|    | CHI 2016 Workshop on Designing Speech and Multimodal Interactions for  Mobile, Wearable, & Pervasive Applications (Final CFP and deadline  extension)
   Important Dates:  * January 18th, 2016: Submission of position papers  * January 25th, 2016: Notification of acceptance  * February 10th, 2016: Submission of camera-ready accepted papers  * May 7-8, 2016: Workshop http://www.dgp.toronto.edu/dsli2016  CHI 2016, San Jose, CA, USA
   This workshop aims to develop speech and multimodal interaction as a more  established area of study within HCI, leveraging current engineering  advances in ASR, NLP, TTS, multimodal/gesture recognition, and  brain-computer interfaces. Advances in HCI can reciprocate to the design  of NLP and ASR algorithms that are better informed by the usability  challenges of speech and multimodal interfaces. We also aim to increase  the cohesion between research currently dispersed across multiple areas  (e.g., HCI, wearable design, ASR, NLP, BCI, speech, EMG interaction and  eye-gaze input). Our hope is that by focusing and challenging the research  community on multi-input modalities for wearables, we will energize the  CHI and engineering communities to push the boundaries of what is possible  with wearable, mobile, and pervasive computing, and also make advances in  each of these respective communities.
   Through interdisciplinary dialogue, our goal is to create momentum in:  * Formally framing the challenges to the widespread adoption of speech and  natural language interaction,  * Taking concrete steps toward developing a framework of user-centric  design guidelines for speech- and language-based interactive systems,  grounded in good usability practices,  * Establishing directions towards identifying further research  opportunities in designing natural interactions that make use of speech  and natural language, and  * Identifying key challenges and opportunities for enabling and designing  multi-input modalities for a wide range of wearable device classes.
   We invite the submission of position papers demonstrating research,  design, practice, or interest in areas related to speech, language, and  multimodal interaction that address one or more of the workshop goals,  with an emphasis, but not limited to, applications such as mobile,  wearable, or pervasive computing.
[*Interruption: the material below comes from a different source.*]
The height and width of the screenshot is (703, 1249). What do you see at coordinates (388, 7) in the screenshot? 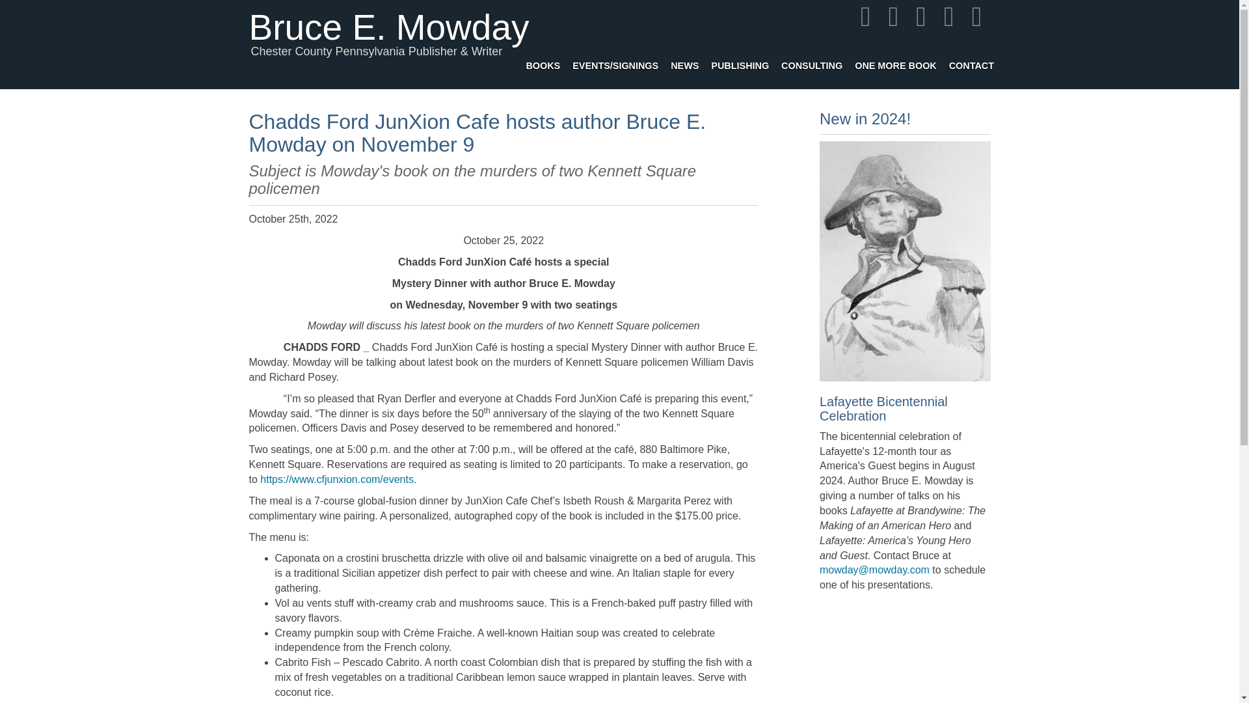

   Position papers should be 4 to 6 pages long, in the ACM SIGCHI extended  abstract format and include a brief statement justifying the fit with the  workshop's topic. Summaries of previous research are welcome if they  contribute to the workshop's multidisciplinary goals (e.g. a speech  processing research in clear need of HCI expertise). Submissions will be  reviewed according to:  * Fit with the workshop topic  * Potential to contribute to the workshop goals  * A demonstrated track of research in the topic of the workshop (HCI or  speech/multimodal processing, with an interest in both areas).